In The Studio: EQ And Compression Techniques For Vocals, Acoustic Guitar

Vocal Compression On The Way In

Since the vocal (despite what your guitar-playing pals might tell you) is the most important element of any popular music mix, let’s start here.

Getting a vocal to sit well in a mix is a combination of compression, EQ and often volume fader automation.

It’s a fairly common practice to compress a vocal a little on its way into your DAW. This shouldn’t be an aggressive type of compression but rather just enough to tame some of the loudest spots of a vocal so that your overall recording volume can be hotter.

An approach to the vocal chain in my studio runs as follows: microphone into hardware preamp/compressor and then directly into my DAW. To get into the nitty gritty, I generally set my hardware compressor’s attack settings at around 30 ms and release settings at about 1 second and my compression ratio to 3:1.
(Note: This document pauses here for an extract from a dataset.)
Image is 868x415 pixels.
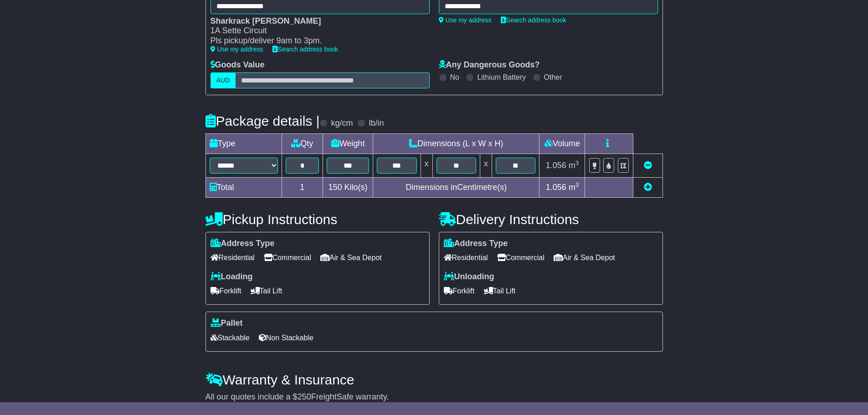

Then, I play with the threshold making sure that at the hottest parts of the vocal, the gain reduction is at a maximum of -3 dB. This leaves me room in the mix to compress further using a software compression plugin. The danger of compressing too aggressively on the way in is that you’ll end up stuck with the sound of the overly compressed vocal with no way of changing it later.

Vocal Compression In The Mix

Once the vocal is in the mix, I go to a plugin compressor to further help keep the vocal present in the mix without jumping out too much in the loud spots.

My recommendation would be to find a compressor that has a smooth, transparent sound that allows you to squeeze the vocal just a little more (approximately -3 dB of gain reduction at the loudest spots) so that the vocal maintains it’s presence.

I set my attack at 26 ms and my release at around 300 ms. For more detail, take a peek at my general vocal settings in the screen shots below.

If the mix is a particularly full one where the voice needs to cut through a bit more and show a little more sparkle, I’ll use a frequency-specific compressor (like the Waves C4 on its “pop vocal” setting) which is a little more specific in terms of which frequencies it chooses to compress. In this case, 40 Hz, 500 Hz, 6 kHz and 16 kHz.

To see exactly how the attack and release settings are set up for each frequency, take a look at the screen shot here below.